Total pages in book: 77
Estimated words: 77551 (not accurate)
Estimated Reading Time in minutes: 388(@200wpm)___ 310(@250wpm)___ 259(@300wpm)
Estimated words: 77551 (not accurate)
Estimated Reading Time in minutes: 388(@200wpm)___ 310(@250wpm)___ 259(@300wpm)
I want Emily happy.
But she’s right.
I need to grab this happiness.
So I will.
EPISODE 189
THE DAY THE MUSIC DIED
River
Twenty Years Earlier...
I don’t think Marnie followed us to Larson’s, but the only way to convince Jake is to go back to prove I’m right. It’s not a good idea, going back to the scene of our crime, but I’m out of ideas at this point. Jake is going, and I can’t stop him. I can at least tag along and make sure he doesn’t go off half-cocked.
It’s a trek from town, and we don’t talk. We just walk the dusty path until the Larson property comes into view. And as we do, a hollow feeling of dread overtakes me. Something’s going to go wrong. I can feel it in the way the silence hangs thick around us, in the heavy crunch of gravel beneath our boots. The place is too still, like it’s waiting.
Every instinct I’ve got is screaming to turn around, to walk away, but I push forward. I won’t leave Jake. I won’t let him do something he’ll regret.
Each step feels heavier than the last, and I can’t shake the sense that we’re about to cross another line.
And this one we won’t come back from.
We don’t talk. What is there to say?
We simply walk. I have to go. I have to take care of Jake. I have to—
Larson’s house looms in the distance.
The place where I injected him with ketamine while he slept. Where the other four dug up his fortune.
Where we promised never to venture again.
And now Jake and I are breaking that promise.
“Marnie!” he yells.
I grab his arm. “Jesus Christ. Shut the fuck up!

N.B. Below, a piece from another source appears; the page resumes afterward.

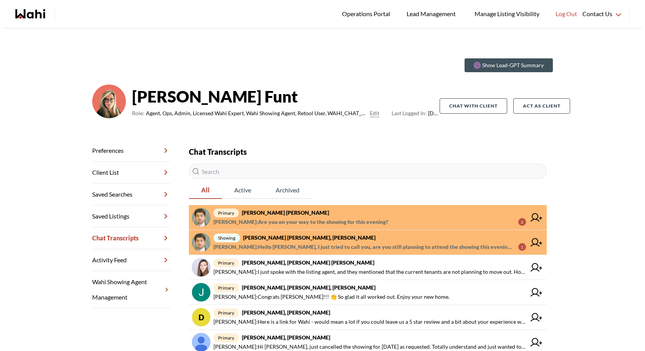 This screenshot has width=645, height=351. I want to click on strong: Chat Transcripts, so click(218, 152).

Do you want Old Man Larson to come barreling out of that place with a goddamned shotgun?”
Jake yanks his arm away from me and runs toward the house.
“Jake!” I hiss.
I race toward him and tackle him from the back.
“Jake, will you listen to me?” I plead.
Jake shoves me away roughly, his eyes wild and unseeing as he scrambles back to his feet. “No!” he shouts. “I have to find her!”
“Jake, she’s not here!”
But my words fall on deaf ears as he takes off once more toward the house.
Swearing under my breath, I stagger to my feet and chase after him. Panic surges through me like a tidal wave, crashing against every nerve in my body and clouding my senses. I can only see the back of Jake as he sprints toward the house, ignoring all sense of reason.
“Marnie!” Jake’s scream carries across the desolate landscape, shattering the eerie silence like glass.
The front door of Larson’s house swings open abruptly, and my heart drops to my stomach. A hulking silhouette steps into the doorway, framed by the dim light oozing from inside.
Old Man Larson.
Jake skids to a halt, barely a yard from the front steps. He raises his arms in defense, gasping for air. “Where is she?” he demands, but there’s an edge to his voice that makes me stop dead in my tracks.
Larson gazes down at Jake. His face is unreadable. “You’ve got some nerve coming here.”
Jake pushes past Larson and enters.
“Jesus fuck,” I mutter.
Before I reach the door—
The sound—the explosive burst from a pistol—and then the dull thud of a body hitting the floor.
No.
No, no, no!
Chills skitter over me, but adrenaline pushes me forward. I pull the door back and rush inside Larson’s house.
Jake stands in the small living room, still holding his pistol over Larson’s dead body. Blood seeps from Larson’s chest into the dull hardwood floor.
“What the fuck did you do?” I demand.
Jake’s jaw is rigid, his eyes staring blankly down at the corpse before him. He’s silent, his only response being the slight quiver of his gun hand.
“Jake,” I say again, softer this time, my anger melting away into a fear so acute it makes my knees weak. “What did you do?”
Finally, he looks up at me. His eyes are dull, a stark contrast to the normally sparkling blue. “I had to.”
I drop to my knees beside Larson, pressing two fingers against his neck. His blood stains my hands as I search for a pulse, but there’s nothing. Not a flicker of life.
He’s dead.
“Why? Why did you have to?”
“She’s gone,” he says. “She’s gone, Riv.”
“What the fuck are you—”
“He killed her. He killed her. And my kid.”
I look around. “She’s not here, Jake,” I grit out. “What the fuck have you done? She’s not here.”
“She was. He said so. He said to look in the bedroom.”
Without another thought, I race to Larson’s bedroom. The place where I drugged him last night.
And on his bed.
Jesus Christ...
On his bed...
It’s Marnie.
And she’s not moving.
“Marnie?” I whisper, falling to my knees beside the bed. “Marnie, wake up!” Still no response.
Tears prickle at my eyes as I take her cold hand in mine. The world comes crashing down around me, swirling into a turmoil of grief and disbelief.